OrionWorks wrote:

It seems to me that Kunstler is simply being a realist.

Someone who thinks that people will not respond to a severe energy crisis by by inventing new technology is not realistic. What does he think we are made of? People have transformed the whole face the planet, and we have it within our power to populate the whole solar system. We are going to roll over and play dead just because we run out of chemical energy!


   "A useful maxim in engineering states that when
   something sounds too good to be true, it generally
   is not true."

There is honor in being a realist.

I see nothing realistic about this. It is a-historical. It is a sort of thing a person says when he is living in the present and has no concept of change, or history, no memory or experience of the past.

People have devised millions of inventions that seemed too good to be true at first. Many seemed downright miraculous, or the work of the Devil. Think about how people reacted to anesthetics, railroads, airplanes . . . Looking around my desk I see a number of objects that in 1950 would have been considered either physically impossible or at best science fiction hundreds of years in the future: personal computers, thin screen televisions, a handheld GPS unit that works anywhere in North America, a 1.5 GB hard disk weighing 50 grams, an Internet connection, a telephone that can reach Japan for five cents a minute.

Whether something "sounds" good or "seems" good is a value judgment that has no bearing whatever on whether something actually exists or not. Michael Faraday's dictum is the only guide: "Nothing is too wonderful to be true if it be consistent with the laws of nature." For that matter, nothing is too horrible to be true. Thermonuclear weapons are real. For all anyone knows, avian flu might cross the boundary to our species and kill 150 million people, starting next week.


OTOH, what Kunstler doesn't possess is an imagination.

He lacks not only imagination, but knowledge of history and some very basic technical knowledge. He should have known that you can fly airplanes or power cars with hydrogen or hydrogen based synthetic fuels generated by nuclear fission. This is not a complicated idea, and it was first proposed in the 1940s.


There is much irony is this. IMHO, Kunstler's predictions are likely turn out to be reasonably accurate . . .

These predictions will only come true if hysterical naysayers such as Kunstler, Horgan and Rennie run things. Or right-wing fools who deny there is a problem. If traditional leaders such as Jefferson, Theodore Roosevelt or Kennedy lead us, we will find substitutes for oil that will be far less polluting, and cheaper in the long run. See chapter 19 of my book.


They are willing to put more of their faith in their own imagination, in exploring the possibilities of what CAN be, rather than trying to maintain a very realistic perception of the dire situations that are about to unfold.

No one is more realistic about the severity of the technical difficulties than I. But to assume that people will not respond creatively -- as they have always done in the past -- is not realism. It is nihilism. You have to assume that human nature has changed, and that the skills that drove the scientific and industrial revolutions have mysteriously atrophied.

I will grant, the worst-case scenarios are not unthinkable. As Jared Diamond pointed out in the book "Collapse," civilizations do sometimes destroy themselves, and ours is at present headed toward destruction. If we continue to elect fools, and be guided by ignorant nihilists, we will be in very serious trouble. And no matter what happens, sooner or later our civilization will run out of steam, and science as we know it will come to an end. For that matter, sooner or later our species will go extinct. But I see no reason why these things should happen now rather than 100 million years from now. We are still the same people who developed steam engines and nuclear weapons. Why should anyone think we cannot manufacture 30 million solar generators and wind turbines, and produce twice as much energy as we now do, or ten times more? Solar generators and wind turbines are made from concrete and steel which are available in vast amounts. We have more than enough windy unpopulated areas and deserts to deploy these machines. Anyone who can do the arithmetic can see that we could supply far more energy than we now do using these simple, robust, renewable sources. Yes, the energy would be more expensive than today's gasoline -- for 20 or 30 years, anyway -- but not catastrophically expensive. As I said, it would cost ~$8 a gallon. We are not going to starve to death at that rate. Our cities will not crumble.

As usual, Arthur C. Clarke put it best, in the quote I put in Chapter 19:

"The heavy hydrogen in the seas can drive all our machines, heat all our cities, for as far ahead as we can imagine. If, as is perfectly possible, we are short of energy two generations from now, it will be through our own incompetence. We will be like Stone Age men freezing to death on top of a coal bed."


Return each line of the records below in which the string "neurofibromas" turns up.

─── SUPPLIED DATA

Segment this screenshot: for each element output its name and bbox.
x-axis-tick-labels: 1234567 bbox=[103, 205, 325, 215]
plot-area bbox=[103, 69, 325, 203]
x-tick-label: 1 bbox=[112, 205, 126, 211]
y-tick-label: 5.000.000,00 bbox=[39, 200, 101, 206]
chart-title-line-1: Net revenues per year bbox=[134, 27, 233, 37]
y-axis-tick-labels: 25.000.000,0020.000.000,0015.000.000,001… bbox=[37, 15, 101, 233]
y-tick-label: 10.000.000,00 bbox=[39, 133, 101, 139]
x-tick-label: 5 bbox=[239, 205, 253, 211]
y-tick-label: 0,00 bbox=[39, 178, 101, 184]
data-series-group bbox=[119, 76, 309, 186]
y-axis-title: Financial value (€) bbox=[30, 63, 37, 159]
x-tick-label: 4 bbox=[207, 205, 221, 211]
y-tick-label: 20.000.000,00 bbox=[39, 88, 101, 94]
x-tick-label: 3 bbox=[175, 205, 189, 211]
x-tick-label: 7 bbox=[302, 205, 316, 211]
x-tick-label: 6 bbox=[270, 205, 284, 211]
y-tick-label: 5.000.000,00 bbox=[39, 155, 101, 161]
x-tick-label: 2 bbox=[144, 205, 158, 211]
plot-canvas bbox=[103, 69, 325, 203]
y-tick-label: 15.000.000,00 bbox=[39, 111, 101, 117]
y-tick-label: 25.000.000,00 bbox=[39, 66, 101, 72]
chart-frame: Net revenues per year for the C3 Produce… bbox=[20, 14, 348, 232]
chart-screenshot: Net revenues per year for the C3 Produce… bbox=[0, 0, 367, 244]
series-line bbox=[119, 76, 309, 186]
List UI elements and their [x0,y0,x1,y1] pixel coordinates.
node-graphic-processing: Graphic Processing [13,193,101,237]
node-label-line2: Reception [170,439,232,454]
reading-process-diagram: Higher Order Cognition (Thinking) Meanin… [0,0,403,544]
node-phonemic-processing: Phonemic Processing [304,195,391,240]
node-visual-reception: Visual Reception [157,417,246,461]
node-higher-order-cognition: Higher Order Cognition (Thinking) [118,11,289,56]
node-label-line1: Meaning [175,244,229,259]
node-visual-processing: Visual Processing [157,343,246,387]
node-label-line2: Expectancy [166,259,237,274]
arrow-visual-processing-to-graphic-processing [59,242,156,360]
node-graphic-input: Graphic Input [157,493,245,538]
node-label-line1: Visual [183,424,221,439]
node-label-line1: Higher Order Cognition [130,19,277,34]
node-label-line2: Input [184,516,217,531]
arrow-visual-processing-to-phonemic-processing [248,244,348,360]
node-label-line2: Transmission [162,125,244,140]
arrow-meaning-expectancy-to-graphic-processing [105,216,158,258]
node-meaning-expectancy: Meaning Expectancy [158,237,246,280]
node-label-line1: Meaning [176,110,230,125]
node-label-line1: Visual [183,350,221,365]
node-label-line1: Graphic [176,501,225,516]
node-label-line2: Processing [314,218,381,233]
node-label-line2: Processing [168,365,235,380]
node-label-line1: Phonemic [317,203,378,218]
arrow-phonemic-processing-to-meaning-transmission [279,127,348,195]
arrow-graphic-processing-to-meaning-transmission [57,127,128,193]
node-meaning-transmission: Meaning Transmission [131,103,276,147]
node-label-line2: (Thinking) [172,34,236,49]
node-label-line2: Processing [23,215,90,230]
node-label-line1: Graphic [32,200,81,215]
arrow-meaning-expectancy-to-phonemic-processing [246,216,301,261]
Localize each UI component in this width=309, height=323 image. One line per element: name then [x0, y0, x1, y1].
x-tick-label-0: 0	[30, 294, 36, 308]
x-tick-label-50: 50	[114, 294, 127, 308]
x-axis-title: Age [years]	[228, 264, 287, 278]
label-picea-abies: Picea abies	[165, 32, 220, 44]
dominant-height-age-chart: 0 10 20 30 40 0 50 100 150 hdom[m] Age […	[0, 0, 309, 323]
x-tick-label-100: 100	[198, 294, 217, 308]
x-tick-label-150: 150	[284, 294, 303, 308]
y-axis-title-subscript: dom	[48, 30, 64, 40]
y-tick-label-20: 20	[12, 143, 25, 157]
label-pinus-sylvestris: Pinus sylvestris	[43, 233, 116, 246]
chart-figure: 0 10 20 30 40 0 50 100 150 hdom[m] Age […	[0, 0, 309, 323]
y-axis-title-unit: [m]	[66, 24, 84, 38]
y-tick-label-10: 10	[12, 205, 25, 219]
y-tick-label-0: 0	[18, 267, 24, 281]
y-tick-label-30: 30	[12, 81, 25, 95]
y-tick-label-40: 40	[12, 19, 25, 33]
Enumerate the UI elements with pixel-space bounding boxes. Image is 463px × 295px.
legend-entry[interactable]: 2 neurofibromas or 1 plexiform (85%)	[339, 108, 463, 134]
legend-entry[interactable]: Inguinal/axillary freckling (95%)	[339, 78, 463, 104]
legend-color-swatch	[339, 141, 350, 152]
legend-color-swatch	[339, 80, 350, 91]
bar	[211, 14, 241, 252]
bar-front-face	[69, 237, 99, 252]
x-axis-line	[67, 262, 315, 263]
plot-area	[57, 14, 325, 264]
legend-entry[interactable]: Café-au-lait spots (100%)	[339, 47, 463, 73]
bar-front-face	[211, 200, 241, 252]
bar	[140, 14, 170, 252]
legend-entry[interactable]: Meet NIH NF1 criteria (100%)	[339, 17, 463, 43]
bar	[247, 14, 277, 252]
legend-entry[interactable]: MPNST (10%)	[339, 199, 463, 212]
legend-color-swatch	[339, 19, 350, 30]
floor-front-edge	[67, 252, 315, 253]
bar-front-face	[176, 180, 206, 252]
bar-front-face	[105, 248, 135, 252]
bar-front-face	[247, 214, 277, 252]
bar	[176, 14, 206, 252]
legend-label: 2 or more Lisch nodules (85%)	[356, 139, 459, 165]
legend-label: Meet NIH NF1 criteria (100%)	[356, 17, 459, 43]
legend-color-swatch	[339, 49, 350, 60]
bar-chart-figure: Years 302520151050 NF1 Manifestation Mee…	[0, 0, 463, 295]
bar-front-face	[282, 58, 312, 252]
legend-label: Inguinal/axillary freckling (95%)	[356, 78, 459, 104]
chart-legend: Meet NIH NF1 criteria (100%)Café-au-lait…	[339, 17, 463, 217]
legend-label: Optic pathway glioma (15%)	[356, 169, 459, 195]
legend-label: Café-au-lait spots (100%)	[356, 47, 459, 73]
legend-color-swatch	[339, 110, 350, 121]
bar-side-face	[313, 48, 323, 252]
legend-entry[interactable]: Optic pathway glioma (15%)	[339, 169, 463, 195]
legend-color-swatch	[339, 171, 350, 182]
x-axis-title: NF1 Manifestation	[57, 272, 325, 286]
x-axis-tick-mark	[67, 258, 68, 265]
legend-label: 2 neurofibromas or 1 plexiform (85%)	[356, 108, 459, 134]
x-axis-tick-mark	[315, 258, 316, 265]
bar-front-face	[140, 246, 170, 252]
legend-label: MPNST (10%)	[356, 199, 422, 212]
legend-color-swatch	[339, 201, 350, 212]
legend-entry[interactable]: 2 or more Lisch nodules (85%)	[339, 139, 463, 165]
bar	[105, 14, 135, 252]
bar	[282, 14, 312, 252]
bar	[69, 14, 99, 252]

──────

_EXPECTED ANSWER_.
legend-entry[interactable]: 2 neurofibromas or 1 plexiform (85%)	[339, 108, 463, 134]
legend-label: 2 neurofibromas or 1 plexiform (85%)	[356, 108, 459, 134]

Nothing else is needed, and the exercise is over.